First Principles Design of Organic Phosphors



project-img

Metal-free purely organic phosphors (POP) may emit phosphorescence at room temperature. "metal-free" distinguishes them from organometallic complexes, which generally rely on expensive and toxic noble metal elements (Ir, Pt, etc.) as light emitting centers. The key to POP design is connecting structures with excited state profiles to allow efficient triplet excitons harvesting, which is generally governed by spin-orbit coupling (SOC) to alleviate spin-forbidden triplet-singlet transitions. However, efficient SOC relies on heavy nuclei to generate large electronic momentum, and absence of metal center makes it extremely difficult to harvest triplet excitons from POPs. For decades, POPs, especially in their pristine single-molecule state, were known to exhibit long lifetime in the 10 millisecond to second regime with low or negligible phosphorescence quantum yield at room temperature, where considerable non-radiative decay competes with radiative triplet emission. These limitations significantly restricts POPs' performance in solid-state lighting, which necessitates a universal design rule for organic molecules to exhibit fast and efficient phosphorescence.

We have presented a new design strategy for fast and efficient POPs, named as the “heavy atom-oriented orbital angular momentum manipulation” (HAAM). The HAAM concept envisioned that the best amplification of the intrinsic SOC constants could be achieved when orbitals of heavy atoms directly undergoes angular momentum change during the triplet-singlet transition. We found Selenium as a perfect heavy atom candidate satisfying the HAAM concept where its soft 4p electrons could be readily coupled to nearby molecular orbitals and the px-pz transition considerably varies the orbital angular momentum which, serendipitously, sits on a heavy nucleus.
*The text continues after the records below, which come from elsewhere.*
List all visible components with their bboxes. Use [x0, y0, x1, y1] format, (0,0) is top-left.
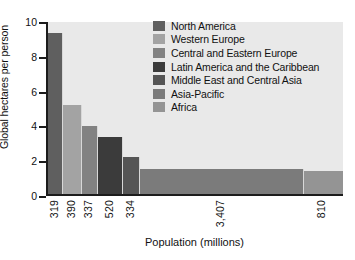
y-tick-mark	[39, 22, 46, 24]
legend-swatch-icon	[153, 21, 165, 31]
legend-item: Middle East and Central Asia	[153, 73, 319, 87]
bar-chart-figure: Global hectares per person 0246810 31939…	[0, 0, 355, 260]
x-tick-label: 810	[315, 200, 327, 218]
y-tick-label: 6	[31, 86, 37, 98]
legend-swatch-icon	[153, 62, 165, 72]
legend-label: Latin America and the Caribbean	[171, 61, 319, 73]
legend-item: Asia-Pacific	[153, 87, 319, 101]
x-tick-label: 520	[103, 200, 115, 218]
y-tick-mark	[39, 92, 46, 94]
y-tick-mark	[39, 126, 46, 128]
legend-label: North America	[171, 20, 236, 32]
legend-label: Western Europe	[171, 33, 245, 45]
bar	[63, 105, 82, 194]
legend-swatch-icon	[153, 34, 165, 44]
bar	[304, 171, 343, 194]
legend-label: Central and Eastern Europe	[171, 47, 297, 59]
legend-label: Africa	[171, 101, 197, 113]
y-axis-title: Global hectares per person	[0, 0, 10, 174]
y-tick-mark	[39, 196, 46, 198]
legend-swatch-icon	[153, 89, 165, 99]
y-tick-label: 2	[31, 155, 37, 167]
y-tick-mark	[39, 161, 46, 163]
y-tick-mark	[39, 57, 46, 59]
x-tick-label: 334	[124, 200, 136, 218]
bar	[48, 33, 63, 194]
bar	[82, 126, 98, 194]
x-tick-label: 3,407	[214, 200, 226, 227]
legend-swatch-icon	[153, 48, 165, 58]
x-axis-ticks: 3193903375203343,407810	[46, 196, 343, 197]
legend-item: Africa	[153, 101, 319, 115]
y-tick-label: 0	[31, 190, 37, 202]
y-tick-label: 10	[25, 16, 37, 28]
x-tick-label: 319	[48, 200, 60, 218]
legend-item: North America	[153, 19, 319, 33]
y-tick-label: 8	[31, 51, 37, 63]
bar	[98, 137, 123, 194]
x-tick-label: 390	[65, 200, 77, 218]
legend-swatch-icon	[153, 75, 165, 85]
legend-item: Central and Eastern Europe	[153, 46, 319, 60]
bar	[123, 157, 139, 194]
legend-item: Western Europe	[153, 33, 319, 47]
y-tick-label: 4	[31, 120, 37, 132]
legend-swatch-icon	[153, 102, 165, 112]
x-axis-title: Population (millions)	[46, 236, 343, 248]
legend-label: Middle East and Central Asia	[171, 74, 302, 86]
x-tick-label: 337	[82, 200, 94, 218]
legend-item: Latin America and the Caribbean	[153, 60, 319, 74]
legend: North AmericaWestern EuropeCentral and E…	[153, 19, 319, 114]
legend-label: Asia-Pacific	[171, 88, 224, 100]
bar	[140, 169, 304, 194]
The HAAM strategy was subsequently verified and benchmarked both computationally and experimentally using a series of selenium-based POPs. Therefore, the theory, simulation, and structural design nicely converge.

Impact of the HAAM concept was substantial in the community. As a direct bridge was established between orbital angular momentum manipulation and structural design, the HAAM strategy projected an expanded molecular library of fast and efficient POPs and a wider choice of heavy atoms including Selenium and even Tellurium. These molecular backbones demonstrated near-unity phosphorescence quantum yield at room temperature and pushed the phosphorescence lifetime below 300 microsecond. Efficient organic light-emitting diodes (OLEDs) with external quantum efficient over 10% were demonstrated using these candidates. Our work also inspired other researchers to continuously expanded the molecular library and optimize their performances in OLEDs, sensors, and data encryption.



Read more:

Shao, W.; Kim, J. Metal-Free Organic Phosphors toward Fast and Efficient Room-Temperature Phosphorescence. Acc. Chem. Res. 2022, 55(11), 1573–1585.

Shao, W.; Jiang, H.; Ansari, R.; Zimmerman, P.; Kim, J. Heavy Atom Oriented Orbital Angular Momentum Manipulation in Metal-Free Organic Phosphors. Chem. Sci. 2022, 13(3), 789-797.

Lee, D. R.; Lee, K. H.; Shao, W.; Kim, C. L.; Kim, J.; Lee, J. Y. Heavy Atom Effect of Selenium for Metal-Free Phosphorescent Light-Emitting Diodes. Chem. Mater. 2020, 32(6), 2583–2592.